Solar Eclipse


During a solar eclipse seen from Earth the sun is obscured by the Moon fully or partially. Sun and moon appear to an observer on Earth with approximately the same apparent diameter, and so the moon’s disk can cover the solar disk completely. During a total solar eclipse the on Earth falling umbra track of the moon is a maximum of a few hundred kilometers wide. The moonīs penumbra measures thousands of kilometers, so that from more than one quarter of the earth’s surface a partial eclipse of the sun ca be observed.

During a solar eclipse the sun, moon and earth have to be in a line. Because the moon’s orbit is inclined to the ecliptic plane, it does not occur every time at new moon, but only when the moon then is also close to one of the two intersection points of the lunar orbit and the ecliptic plane.

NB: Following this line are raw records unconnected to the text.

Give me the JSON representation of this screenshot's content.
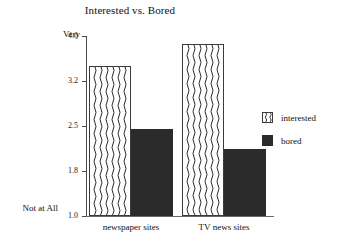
{
  "chart_data": {
    "type": "bar",
    "title": "Interested vs. Bored",
    "xlabel": "",
    "ylabel": "",
    "categories": [
      "newspaper sites",
      "TV news sites"
    ],
    "series": [
      {
        "name": "interested",
        "values": [
          3.47,
          3.85
        ],
        "fill": "wavy-pattern"
      },
      {
        "name": "bored",
        "values": [
          2.45,
          2.15
        ],
        "fill": "solid-dark"
      }
    ],
    "ylim": [
      1.0,
      4.0
    ],
    "ytick_labels": [
      "4.0",
      "3.2",
      "2.5",
      "1.8",
      "1.0"
    ],
    "ytick_values": [
      4.0,
      3.2,
      2.5,
      1.8,
      1.0
    ],
    "axis_top_label": "Very",
    "axis_bottom_label": "Not at All",
    "grid": false,
    "legend_position": "right"
  },
  "colors": {
    "bored_fill": "#2b2b2b",
    "interested_fill": "#ffffff",
    "interested_stroke": "#3a3a3a",
    "axis": "#4a4a4a",
    "text": "#111111",
    "background": "#ffffff"
  },
  "legend": {
    "entries": [
      {
        "label": "interested"
      },
      {
        "label": "bored"
      }
    ]
  }
}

Until the sun passes one of these two lunar nodes again, it takes about 173 days.

Rough scheme of constellations during a solar eclipse. Chart: Ing. Erwin Roessler

During a total eclipse the apparent diameter of the moon covers the sun completely. Sometimes the moon disk is relative to the solar disk too small, so that the sun remains visible around the moon. Then it is called an annular eclipse. A partial eclipse means, that from the observation point on Earth not the umbra but the half-shadow of the moon is seen.